Dirty John tells a terrifying story with a lot of melodrama and not much else
Note to readers: Dirty John is about emotional and financial domestic violence.
“Dirty John” Meehan is a man of utter evil, of no remorse, a bad guy who knows how to play a long con. He’s charming and persuasive, until he’s not. He’s a grifter and a con man who targets wealthy women, isolates them from their families, and finds ways to siphon off their wealth. He’d been in and out of jail on various charges involving weapons, drugs, stalking, and harassment. He had no job but wore faded scrubs and called himself an anesthesiologist. He had no income and no nice clothes, but had explanations for everything, and enough swagger to be convincing. He met Debra Newell, a wealthy interior designer and businesswoman, over a dating app the day after he left prison, and persuaded her to marry him only a two months into their relationship. He installed security cameras to watch her every move, isolated her from her family, and took her money.
Dirty John, currently airing as a limited miniseries on Bravo, wants to be a prestige TV drama, but it can’t reckon with that lurid narrative. The podcast was a carefully researched and reported story, layering interviews and background information, letting an outrageous story speak for itself. Christopher Goffard wrote the series of articles in the L.A. Times and also hosted the Wondery podcast, which includes interviews with Debra Newell, an Orange County interior designer; her two grown daughters, Jacquelyn and Terra; her nephew, Shad, and mom, Arlane; and a handful of other extended family members and law enforcement agents. There’s no titular Dirty John in earshot, though listeners don’t know until the last episode whether he’s in prison, dead, or just out of the picture. In the deluge of true-crime podcasts, Dirty John stood out because the story is so shocking, particularly in its final twist (which we won’t reveal here.) Goffard does a fine job of reporting and narrating the podcast, though to its detriment, he doesn’t engage with some of the bigger questions the narrative raises. Consuming true-crime as pop culture already requires some private moral negotiation of finding entertainment in somebody else’s trauma; when that trauma isn’t framed within a larger purpose, it’s a slippery slope into popping popcorn while watching a barely fictionalized man prey on a woman and her family.
And that’s how we find ourselves in front of the TV watching Dirty John, which heats up a real-life story that needs no more fuel. That might have worked—if the events hadn’t happened so recently, maybe, or if the show was more heavily fictionalized—but it hits so many of the actual events note for note, uses many of the same names, and completely disengages from the violence and terror that form the bones of the real narrative. Dirty John Meehan is a more malicious and masterful criminal than most, and Debra Newell has more money and style than most, but the core of the emotional abuse is sadly ordinary. As played by Eric Bana, Dirty John goes through motions of violent outbursts and apologies without a convincingly evil center. We know he’s a bad guy because Debra’s older daughter, renamed Veronica in the TV show, keeps telling us so. There might have been some pleasure to glean from a miniseries like this, an enjoyably salacious story—something like Desperate Housewives, which creator Alexandra Cunningham also produced. But the show extricates itself from the true story it’s telling; instead of digging into it, it dresses it up in gold-sequin dresses and stilettos.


[WORK REQUIRED]
Show all lines of the entries in which the word "plasma" is found.

(Items from a data source)
○ ○ ○ ○ ○ ○ ○

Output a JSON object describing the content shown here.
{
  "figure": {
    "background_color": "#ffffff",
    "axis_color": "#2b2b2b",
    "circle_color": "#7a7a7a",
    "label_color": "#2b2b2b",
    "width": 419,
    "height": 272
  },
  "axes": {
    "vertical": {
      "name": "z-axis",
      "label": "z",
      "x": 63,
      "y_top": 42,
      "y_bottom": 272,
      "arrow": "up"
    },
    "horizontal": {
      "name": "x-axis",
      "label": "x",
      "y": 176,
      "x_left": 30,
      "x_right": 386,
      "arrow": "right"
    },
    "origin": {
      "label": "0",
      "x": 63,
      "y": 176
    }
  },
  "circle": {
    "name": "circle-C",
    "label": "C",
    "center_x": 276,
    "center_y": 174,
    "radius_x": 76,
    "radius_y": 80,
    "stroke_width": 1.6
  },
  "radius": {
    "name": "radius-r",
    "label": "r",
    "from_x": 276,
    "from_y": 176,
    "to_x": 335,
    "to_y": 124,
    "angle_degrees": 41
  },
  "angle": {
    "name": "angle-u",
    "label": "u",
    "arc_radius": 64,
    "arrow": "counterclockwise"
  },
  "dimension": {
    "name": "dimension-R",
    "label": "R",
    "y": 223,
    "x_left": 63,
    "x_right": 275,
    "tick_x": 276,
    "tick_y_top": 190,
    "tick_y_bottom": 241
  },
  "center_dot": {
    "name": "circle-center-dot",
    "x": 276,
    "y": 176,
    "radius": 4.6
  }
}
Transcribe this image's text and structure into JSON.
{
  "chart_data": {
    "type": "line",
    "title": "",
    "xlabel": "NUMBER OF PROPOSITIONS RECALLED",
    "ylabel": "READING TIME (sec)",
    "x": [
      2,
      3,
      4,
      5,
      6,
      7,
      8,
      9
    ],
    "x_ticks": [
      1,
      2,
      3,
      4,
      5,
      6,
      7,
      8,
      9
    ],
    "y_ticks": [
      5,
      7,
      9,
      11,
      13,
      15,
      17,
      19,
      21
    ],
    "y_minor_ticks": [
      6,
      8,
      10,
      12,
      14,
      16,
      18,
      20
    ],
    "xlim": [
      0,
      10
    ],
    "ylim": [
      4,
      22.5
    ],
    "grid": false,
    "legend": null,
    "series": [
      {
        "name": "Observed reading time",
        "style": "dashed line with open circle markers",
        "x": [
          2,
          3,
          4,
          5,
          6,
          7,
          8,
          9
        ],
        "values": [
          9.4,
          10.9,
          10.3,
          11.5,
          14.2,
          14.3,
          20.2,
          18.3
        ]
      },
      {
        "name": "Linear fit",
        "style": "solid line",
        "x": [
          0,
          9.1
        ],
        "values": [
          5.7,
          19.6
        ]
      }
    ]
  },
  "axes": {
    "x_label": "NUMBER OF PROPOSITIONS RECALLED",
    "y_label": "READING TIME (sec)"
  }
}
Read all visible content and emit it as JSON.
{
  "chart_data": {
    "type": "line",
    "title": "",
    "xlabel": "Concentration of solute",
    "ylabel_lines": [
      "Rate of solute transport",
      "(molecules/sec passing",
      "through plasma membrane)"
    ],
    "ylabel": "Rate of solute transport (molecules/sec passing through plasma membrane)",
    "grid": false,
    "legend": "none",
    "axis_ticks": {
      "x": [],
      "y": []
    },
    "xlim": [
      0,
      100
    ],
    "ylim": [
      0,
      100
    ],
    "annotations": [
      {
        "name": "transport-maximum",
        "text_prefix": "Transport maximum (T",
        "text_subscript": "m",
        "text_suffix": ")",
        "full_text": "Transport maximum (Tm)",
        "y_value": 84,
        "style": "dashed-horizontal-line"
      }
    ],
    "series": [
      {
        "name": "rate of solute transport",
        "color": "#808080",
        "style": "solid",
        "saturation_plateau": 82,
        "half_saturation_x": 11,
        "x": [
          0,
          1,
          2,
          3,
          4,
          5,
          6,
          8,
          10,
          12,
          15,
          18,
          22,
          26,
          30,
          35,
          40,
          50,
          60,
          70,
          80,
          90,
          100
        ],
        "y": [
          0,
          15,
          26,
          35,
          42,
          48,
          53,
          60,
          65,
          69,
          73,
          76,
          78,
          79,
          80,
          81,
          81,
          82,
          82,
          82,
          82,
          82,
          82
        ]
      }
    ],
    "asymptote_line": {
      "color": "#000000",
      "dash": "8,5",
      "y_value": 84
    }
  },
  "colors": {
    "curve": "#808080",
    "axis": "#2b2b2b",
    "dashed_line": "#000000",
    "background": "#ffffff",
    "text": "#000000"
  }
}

○ ○ ○ ○ ○ ○ ○

[EXPECTED OUTPUT]
      "through plasma membrane)"
    "ylabel": "Rate of solute transport (molecules/sec passing through plasma membrane)",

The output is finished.